Activity:
Of all the lines below, output only those starting at the one with "This screenshot has height=748, width=1330." and ending at the one with "What do you see at coordinates (244, 215)", both ends included, exactly as written.

Records provided:
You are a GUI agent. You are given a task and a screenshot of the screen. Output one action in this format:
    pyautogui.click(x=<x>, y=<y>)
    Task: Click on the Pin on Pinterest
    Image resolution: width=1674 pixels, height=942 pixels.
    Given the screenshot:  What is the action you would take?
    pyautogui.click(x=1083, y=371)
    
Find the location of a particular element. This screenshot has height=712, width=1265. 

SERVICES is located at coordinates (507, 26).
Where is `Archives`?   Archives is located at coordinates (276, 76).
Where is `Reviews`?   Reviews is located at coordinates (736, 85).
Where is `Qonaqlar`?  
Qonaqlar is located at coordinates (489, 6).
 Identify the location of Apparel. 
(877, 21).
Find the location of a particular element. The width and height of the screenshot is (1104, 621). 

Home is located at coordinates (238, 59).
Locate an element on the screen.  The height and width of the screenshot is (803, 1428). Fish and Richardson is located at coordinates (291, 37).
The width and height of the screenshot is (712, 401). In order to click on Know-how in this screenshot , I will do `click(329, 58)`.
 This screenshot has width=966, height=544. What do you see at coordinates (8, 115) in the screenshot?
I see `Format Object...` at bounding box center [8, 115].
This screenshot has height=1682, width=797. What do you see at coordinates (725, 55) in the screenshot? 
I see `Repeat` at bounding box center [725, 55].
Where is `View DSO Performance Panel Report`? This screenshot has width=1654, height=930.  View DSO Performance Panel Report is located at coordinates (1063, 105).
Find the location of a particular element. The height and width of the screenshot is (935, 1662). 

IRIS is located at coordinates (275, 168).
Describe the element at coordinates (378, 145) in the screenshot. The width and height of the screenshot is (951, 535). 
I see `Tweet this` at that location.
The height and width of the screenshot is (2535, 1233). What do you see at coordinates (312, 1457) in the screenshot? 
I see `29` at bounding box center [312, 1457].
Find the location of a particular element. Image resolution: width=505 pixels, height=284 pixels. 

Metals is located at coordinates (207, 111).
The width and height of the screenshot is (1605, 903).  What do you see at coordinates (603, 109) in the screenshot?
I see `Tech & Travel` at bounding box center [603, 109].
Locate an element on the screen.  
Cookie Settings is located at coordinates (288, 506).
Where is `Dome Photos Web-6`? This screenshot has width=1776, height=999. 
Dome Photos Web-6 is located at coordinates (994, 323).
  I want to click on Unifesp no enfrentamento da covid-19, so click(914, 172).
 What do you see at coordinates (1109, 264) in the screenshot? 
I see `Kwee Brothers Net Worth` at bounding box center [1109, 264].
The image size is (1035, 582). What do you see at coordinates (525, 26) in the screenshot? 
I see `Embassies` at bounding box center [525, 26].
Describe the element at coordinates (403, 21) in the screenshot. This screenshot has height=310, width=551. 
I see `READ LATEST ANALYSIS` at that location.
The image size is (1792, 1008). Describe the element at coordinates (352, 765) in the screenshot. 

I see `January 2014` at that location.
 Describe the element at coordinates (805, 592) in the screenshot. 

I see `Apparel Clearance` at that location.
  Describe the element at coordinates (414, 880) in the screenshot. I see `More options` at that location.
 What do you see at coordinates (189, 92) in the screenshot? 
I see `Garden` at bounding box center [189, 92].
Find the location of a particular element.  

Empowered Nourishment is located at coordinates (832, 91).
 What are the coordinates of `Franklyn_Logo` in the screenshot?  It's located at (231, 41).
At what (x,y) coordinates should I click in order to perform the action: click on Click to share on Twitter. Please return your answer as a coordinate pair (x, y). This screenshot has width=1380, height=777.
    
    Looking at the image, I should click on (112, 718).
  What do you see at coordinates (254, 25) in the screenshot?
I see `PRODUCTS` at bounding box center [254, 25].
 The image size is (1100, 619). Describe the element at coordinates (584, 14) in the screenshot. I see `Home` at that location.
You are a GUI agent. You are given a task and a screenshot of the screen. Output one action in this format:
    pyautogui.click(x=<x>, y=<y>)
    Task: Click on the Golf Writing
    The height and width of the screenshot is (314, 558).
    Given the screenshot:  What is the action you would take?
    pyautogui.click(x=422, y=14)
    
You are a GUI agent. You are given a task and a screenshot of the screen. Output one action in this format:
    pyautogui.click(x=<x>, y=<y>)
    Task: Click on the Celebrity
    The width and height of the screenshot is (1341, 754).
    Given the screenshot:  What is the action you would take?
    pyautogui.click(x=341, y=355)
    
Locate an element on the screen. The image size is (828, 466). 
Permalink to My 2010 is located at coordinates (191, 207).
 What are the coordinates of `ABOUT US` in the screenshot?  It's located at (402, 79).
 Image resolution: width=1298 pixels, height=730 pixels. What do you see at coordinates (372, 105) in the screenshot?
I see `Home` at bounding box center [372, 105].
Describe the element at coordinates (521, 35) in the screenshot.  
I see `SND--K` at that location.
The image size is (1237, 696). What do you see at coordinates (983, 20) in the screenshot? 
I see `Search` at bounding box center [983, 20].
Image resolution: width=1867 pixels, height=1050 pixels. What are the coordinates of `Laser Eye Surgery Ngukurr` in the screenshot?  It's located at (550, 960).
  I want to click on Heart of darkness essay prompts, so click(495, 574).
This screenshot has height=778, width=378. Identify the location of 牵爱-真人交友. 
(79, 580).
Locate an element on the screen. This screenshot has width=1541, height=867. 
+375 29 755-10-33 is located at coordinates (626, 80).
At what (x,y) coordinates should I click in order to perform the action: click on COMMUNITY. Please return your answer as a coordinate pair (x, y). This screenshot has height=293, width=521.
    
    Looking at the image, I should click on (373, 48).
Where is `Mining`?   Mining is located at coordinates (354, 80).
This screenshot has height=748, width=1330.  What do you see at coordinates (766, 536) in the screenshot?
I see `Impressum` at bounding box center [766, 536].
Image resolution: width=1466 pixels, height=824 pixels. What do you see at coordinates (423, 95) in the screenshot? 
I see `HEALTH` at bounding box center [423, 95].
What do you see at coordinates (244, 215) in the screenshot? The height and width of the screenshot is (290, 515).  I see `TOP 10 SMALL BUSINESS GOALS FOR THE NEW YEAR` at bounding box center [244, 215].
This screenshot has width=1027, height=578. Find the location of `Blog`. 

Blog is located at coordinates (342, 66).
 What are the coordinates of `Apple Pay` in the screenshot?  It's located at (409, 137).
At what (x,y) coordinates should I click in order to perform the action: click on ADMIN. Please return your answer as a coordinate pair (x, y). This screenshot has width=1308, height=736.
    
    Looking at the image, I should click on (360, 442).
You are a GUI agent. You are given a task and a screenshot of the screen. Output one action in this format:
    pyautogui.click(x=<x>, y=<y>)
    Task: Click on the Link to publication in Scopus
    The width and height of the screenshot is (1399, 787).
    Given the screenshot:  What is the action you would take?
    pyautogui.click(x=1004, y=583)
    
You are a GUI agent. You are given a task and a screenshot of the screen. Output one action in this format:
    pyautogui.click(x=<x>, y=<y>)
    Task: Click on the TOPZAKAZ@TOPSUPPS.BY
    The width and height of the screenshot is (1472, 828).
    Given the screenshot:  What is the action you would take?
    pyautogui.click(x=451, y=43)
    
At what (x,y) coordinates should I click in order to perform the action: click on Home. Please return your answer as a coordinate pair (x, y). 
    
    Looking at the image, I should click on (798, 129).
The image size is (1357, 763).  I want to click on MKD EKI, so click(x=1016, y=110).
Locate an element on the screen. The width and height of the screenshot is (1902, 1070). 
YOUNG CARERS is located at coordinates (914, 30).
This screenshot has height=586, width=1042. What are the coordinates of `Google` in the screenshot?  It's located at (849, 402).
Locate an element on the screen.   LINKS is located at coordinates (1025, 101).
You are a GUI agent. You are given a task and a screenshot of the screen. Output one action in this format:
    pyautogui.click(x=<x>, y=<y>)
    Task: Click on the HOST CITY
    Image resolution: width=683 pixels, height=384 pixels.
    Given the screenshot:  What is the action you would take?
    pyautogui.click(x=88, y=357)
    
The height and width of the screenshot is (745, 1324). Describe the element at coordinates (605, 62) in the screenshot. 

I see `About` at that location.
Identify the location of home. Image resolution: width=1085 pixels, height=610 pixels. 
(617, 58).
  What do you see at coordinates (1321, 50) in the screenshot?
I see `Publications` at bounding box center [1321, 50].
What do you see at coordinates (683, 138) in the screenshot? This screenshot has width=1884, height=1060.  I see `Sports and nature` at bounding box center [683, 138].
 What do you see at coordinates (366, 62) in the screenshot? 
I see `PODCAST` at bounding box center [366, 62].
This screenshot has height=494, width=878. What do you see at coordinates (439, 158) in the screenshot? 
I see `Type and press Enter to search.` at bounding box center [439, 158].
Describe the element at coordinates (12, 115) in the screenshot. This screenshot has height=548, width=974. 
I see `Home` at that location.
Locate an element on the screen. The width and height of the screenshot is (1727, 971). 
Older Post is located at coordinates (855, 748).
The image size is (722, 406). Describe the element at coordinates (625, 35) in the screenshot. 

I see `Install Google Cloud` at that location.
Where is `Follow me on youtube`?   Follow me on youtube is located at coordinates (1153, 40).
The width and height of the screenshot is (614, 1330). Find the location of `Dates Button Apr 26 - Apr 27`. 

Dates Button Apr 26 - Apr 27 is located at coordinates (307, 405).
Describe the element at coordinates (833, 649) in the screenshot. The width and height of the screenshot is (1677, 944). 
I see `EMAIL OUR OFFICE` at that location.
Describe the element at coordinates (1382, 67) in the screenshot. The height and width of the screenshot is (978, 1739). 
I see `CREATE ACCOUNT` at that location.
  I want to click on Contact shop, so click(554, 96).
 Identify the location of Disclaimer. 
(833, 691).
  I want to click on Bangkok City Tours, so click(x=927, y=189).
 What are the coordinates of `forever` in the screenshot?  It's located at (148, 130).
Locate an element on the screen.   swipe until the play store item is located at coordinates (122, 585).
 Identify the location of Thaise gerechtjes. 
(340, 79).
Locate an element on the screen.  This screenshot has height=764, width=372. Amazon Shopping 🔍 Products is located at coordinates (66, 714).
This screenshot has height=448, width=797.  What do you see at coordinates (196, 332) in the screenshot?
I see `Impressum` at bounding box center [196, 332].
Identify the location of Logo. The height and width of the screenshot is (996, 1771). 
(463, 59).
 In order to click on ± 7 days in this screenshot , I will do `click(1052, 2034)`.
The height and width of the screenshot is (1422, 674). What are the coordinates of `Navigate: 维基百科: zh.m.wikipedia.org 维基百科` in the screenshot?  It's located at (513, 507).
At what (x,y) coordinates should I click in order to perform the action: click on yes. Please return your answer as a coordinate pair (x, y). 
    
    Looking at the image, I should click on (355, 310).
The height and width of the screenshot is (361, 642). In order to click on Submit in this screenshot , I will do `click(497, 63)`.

Finished task:
This screenshot has height=748, width=1330.  What do you see at coordinates (766, 536) in the screenshot?
I see `Impressum` at bounding box center [766, 536].
Image resolution: width=1466 pixels, height=824 pixels. What do you see at coordinates (423, 95) in the screenshot? 
I see `HEALTH` at bounding box center [423, 95].
What do you see at coordinates (244, 215) in the screenshot? The height and width of the screenshot is (290, 515).  I see `TOP 10 SMALL BUSINESS GOALS FOR THE NEW YEAR` at bounding box center [244, 215].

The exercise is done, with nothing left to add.